In Kuwait, growth in investment banking will depend on the government’s commitment to infrastructure spending, as well as on regional political stability and improved market performance, says Manaf Alhajeri, CEO of Markaz, a Kuwaiti investment bank and asset manager. “The Kuwaiti government is expected to finance 523 projects for the country’s five-year development plan—from 2015 to 2020—and has set aside $155 billion, with the capital spending calculated on a budgeted oil price of $45 per barrel,” Alhajeri says. “In 2015 the government plans to spend about $22.5 billion, of which $7.2 billion will be directed toward construction.”
To further support spending, the Kuwaiti government is considering slashing subsidies on gas and utilities, following announcements of reduced subsidies on diesel, kerosene and aviation fuel. “The government wishes to diversify its income sources by improving the private sector and has planned its spending over the next five years to that end,” Alhajeri says. “But it remains to be seen whether the implementation will be successful.”
Kuwait’s equity market remains undervalued, compared with those of its regional peers, according to Alhajeri. “Corporate earnings have lagged behind other GCC countries, and investors hope for a reasonable increase in earnings, which would aid market performance,” he says. Equity capital market issuance in the Middle East rose 173% last year to $11.4 billion, according to Thomson Reuters. The total was boosted by the record $6 billion issue by National Commercial Bank in Saudi Arabia. IPO activity is expected to lag in 2015 but could pick up once market conditions improve.
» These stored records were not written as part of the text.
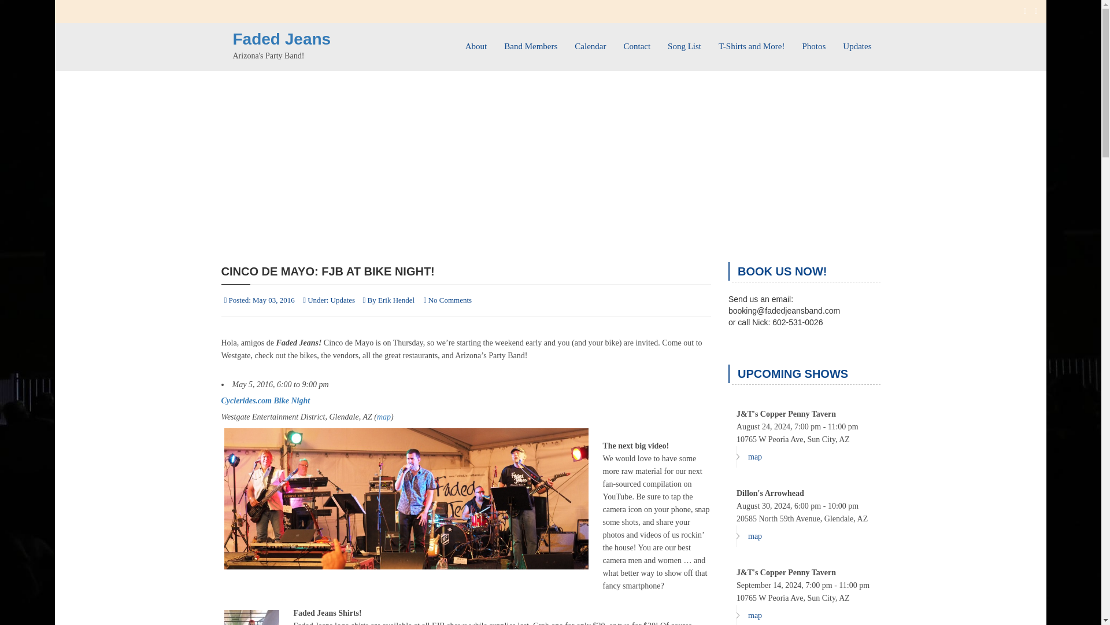 Image resolution: width=1110 pixels, height=625 pixels. Describe the element at coordinates (752, 42) in the screenshot. I see `T-Shirts and More!` at that location.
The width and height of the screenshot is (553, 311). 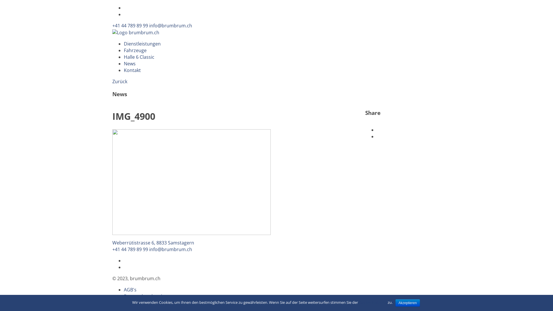 I want to click on Akzeptieren, so click(x=408, y=303).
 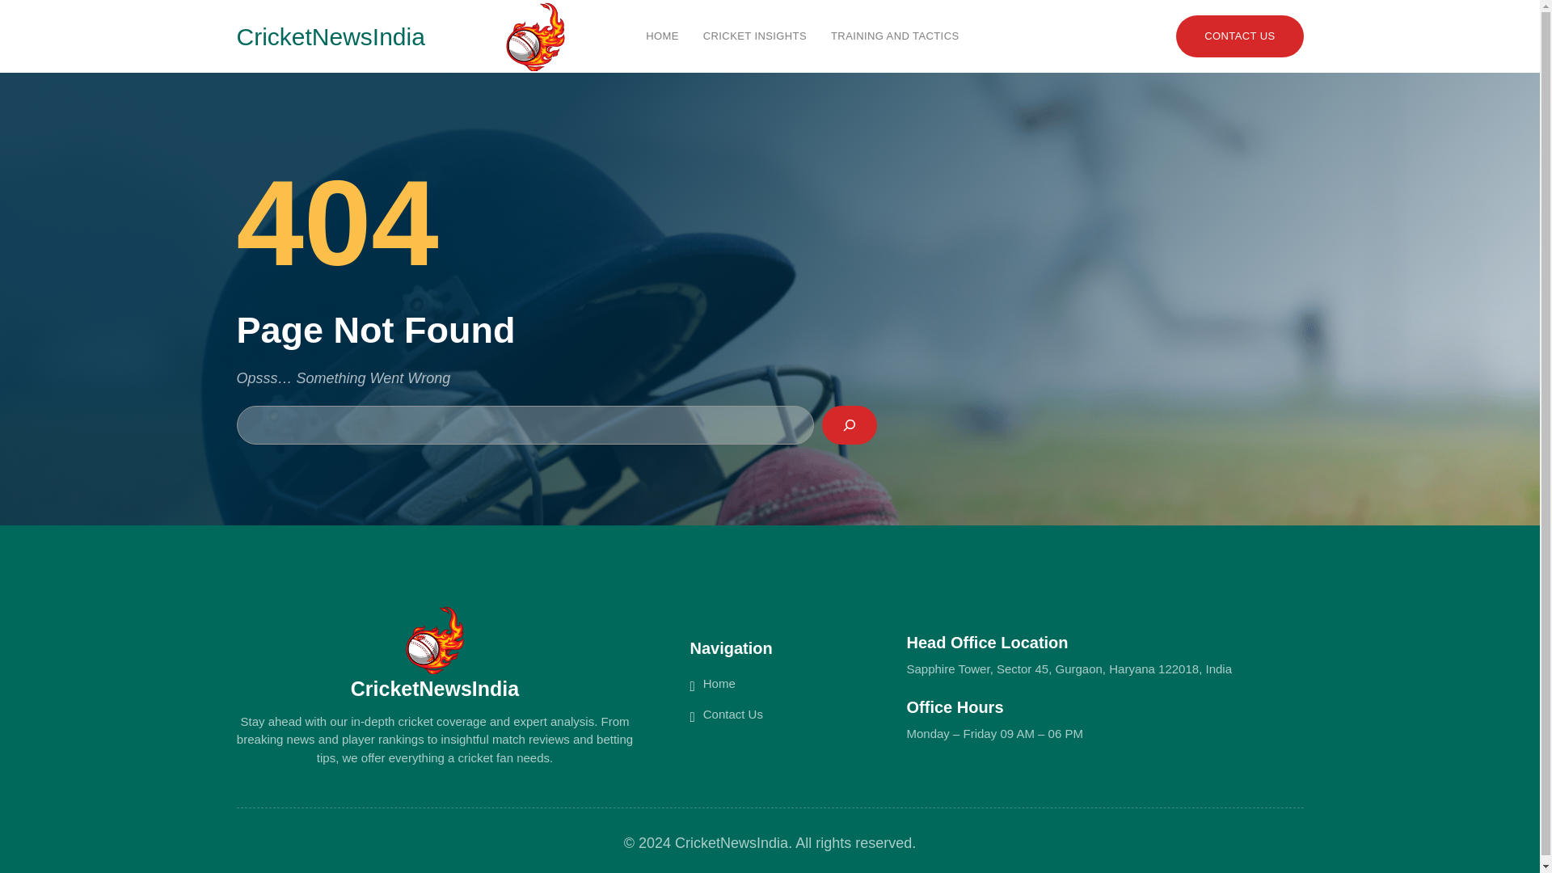 What do you see at coordinates (719, 682) in the screenshot?
I see `Home` at bounding box center [719, 682].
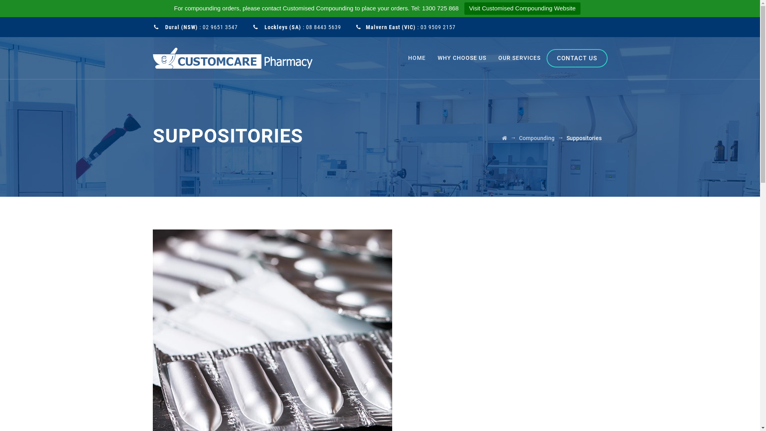  Describe the element at coordinates (411, 27) in the screenshot. I see `Malvern East (VIC) : 03 9509 2157` at that location.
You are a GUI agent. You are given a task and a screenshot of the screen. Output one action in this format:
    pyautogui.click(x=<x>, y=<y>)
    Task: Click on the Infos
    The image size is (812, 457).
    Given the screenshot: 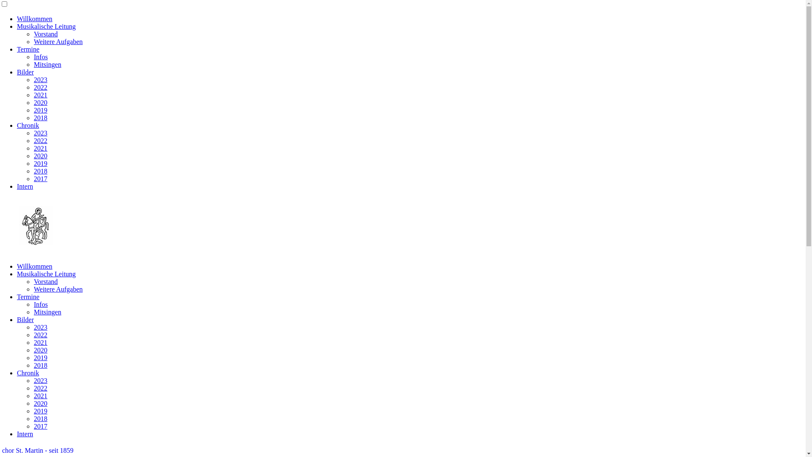 What is the action you would take?
    pyautogui.click(x=41, y=304)
    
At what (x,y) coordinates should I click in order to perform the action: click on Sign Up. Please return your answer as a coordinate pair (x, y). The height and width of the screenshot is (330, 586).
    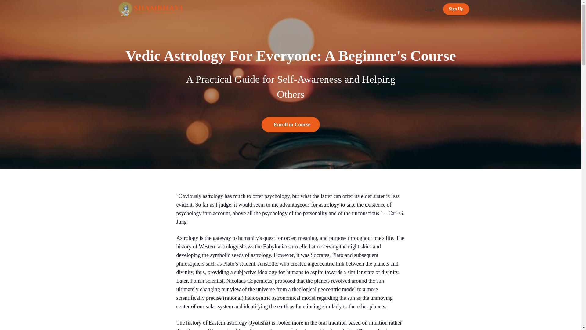
    Looking at the image, I should click on (456, 9).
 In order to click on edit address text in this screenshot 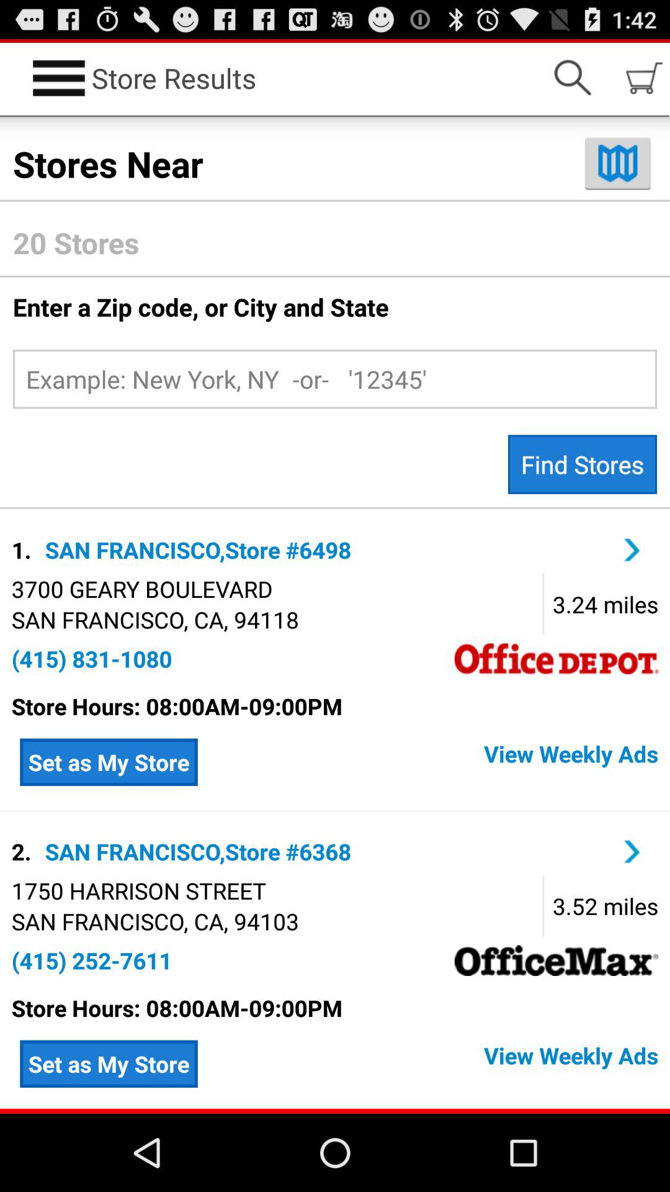, I will do `click(335, 379)`.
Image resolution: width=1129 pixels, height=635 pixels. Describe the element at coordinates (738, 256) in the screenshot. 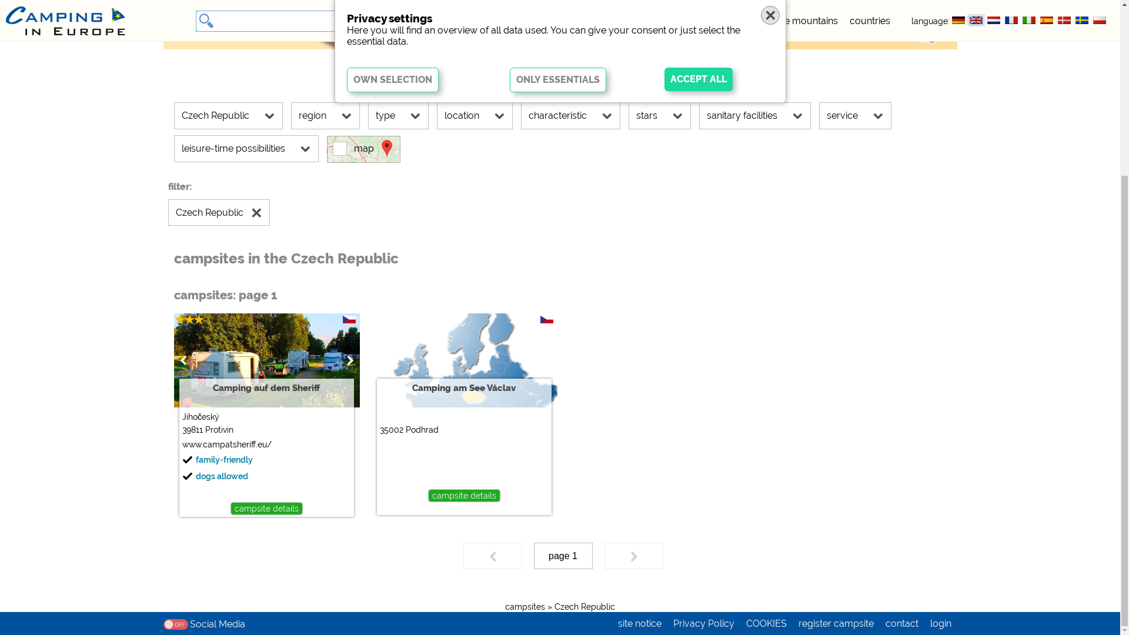

I see `seaside` at that location.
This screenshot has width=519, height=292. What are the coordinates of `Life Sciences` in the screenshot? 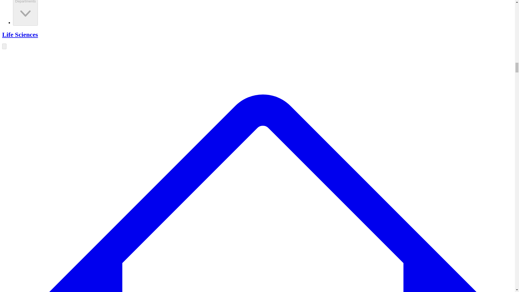 It's located at (20, 35).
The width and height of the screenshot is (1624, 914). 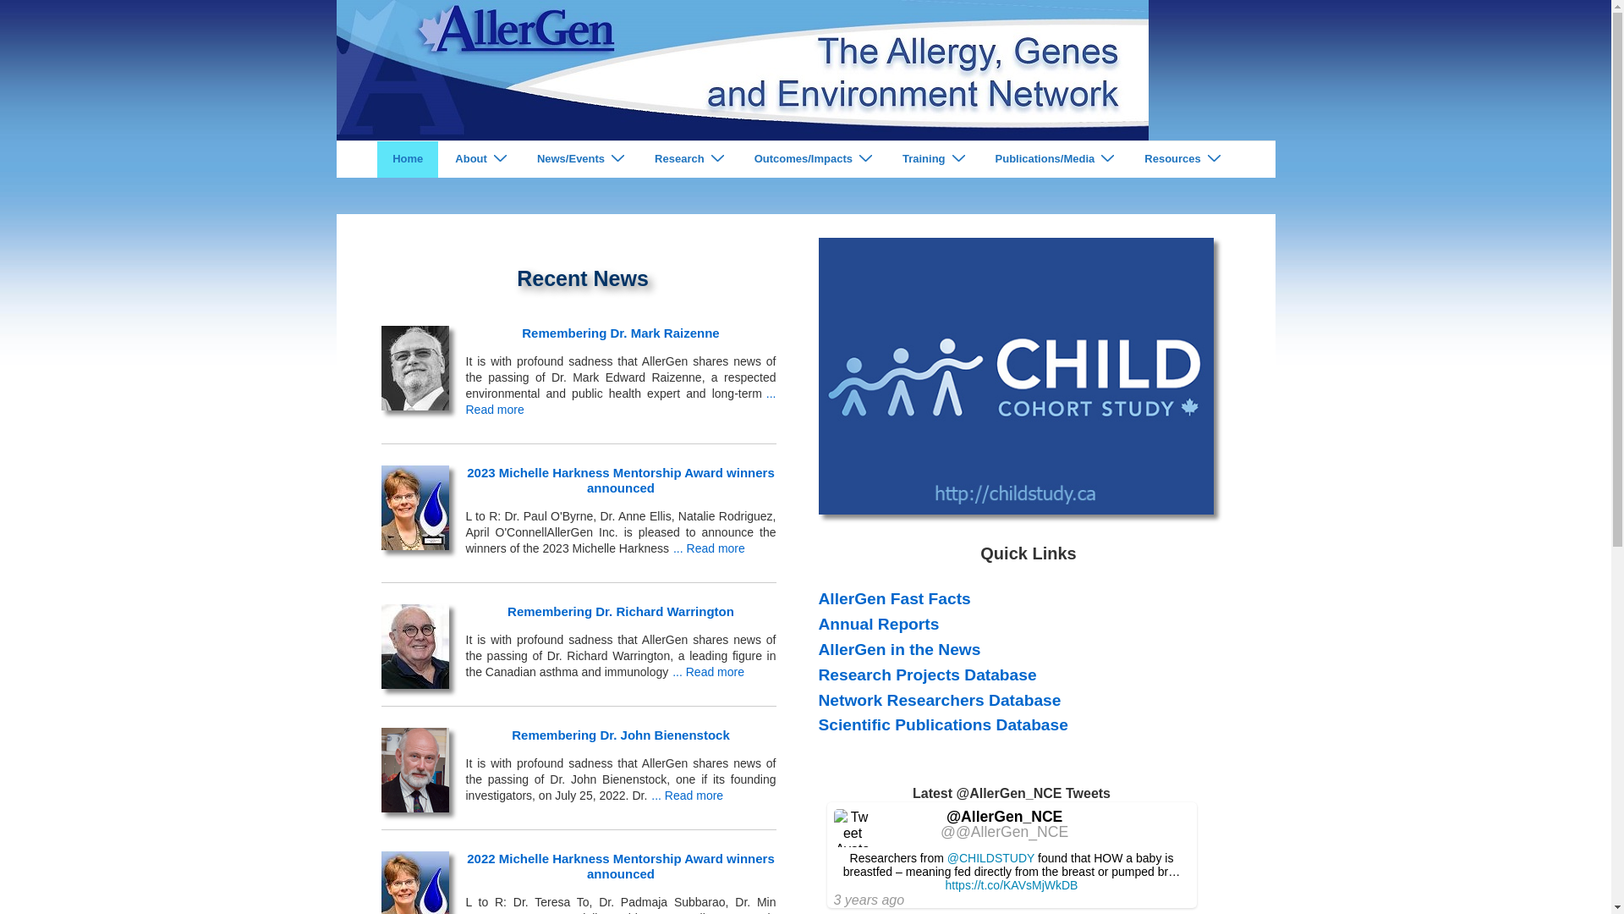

“Some companies decided to delay or abort their IPO plans in the fourth quarter of 2014 due to declining oil prices,” Alhajeri says. “Both international and regional investors are wary of downward-trending oil prices and the resultant impact on infrastructure spending. Companies have adopted a wait-and-see approach, with the hope that oil-price volatility settles down soon,” he says.
Investors are also concerned about a potential interest-rate increase by the US Federal Reserve, but Alhajeri says relatively strong growth in emerging markets and accommodative monetary policies in Japan, the European Union and China will counter any Fed tightening. “With close to $19 billion of debt maturing in 2015, we expect money to continue to flow to the regional bond markets,” he says.
If the oil price slide has a truly bright side for the region, it is the major benefit it provides to such oil-importing nations as Egypt, Jordan and Lebanon. “The Egyptian stock market has rallied recently, buoyed by the economy’s brightening prospects and hopes that the central bank’s decision to loosen its grip on the pound marks a shift toward more orthodox policymaking,” says Jason Tuvey, Middle East economist at London-based economic research company Capital Economics.
It appears that Egyptian policymakers are trying to restore external competitiveness by breaking the pound’s effective peg to the rising dollar, Tuvey says. The currency needs to fall to around 8.25 to the dollar to restore competitiveness, he says.
Capital Economics expects oil prices to rebound to around $60 per barrel by the end of this year. “While this should provide some support to equity markets in the Gulf, we’re not going to see a repeat of the large gains seen in recent years,” Tuvey says. “After all, economic growth looks set to slow. And lower oil prices will continue to hit the revenues of petrochemical companies, which, in the case of Saudi Arabia, make up around a fifth of the stock market,” he says.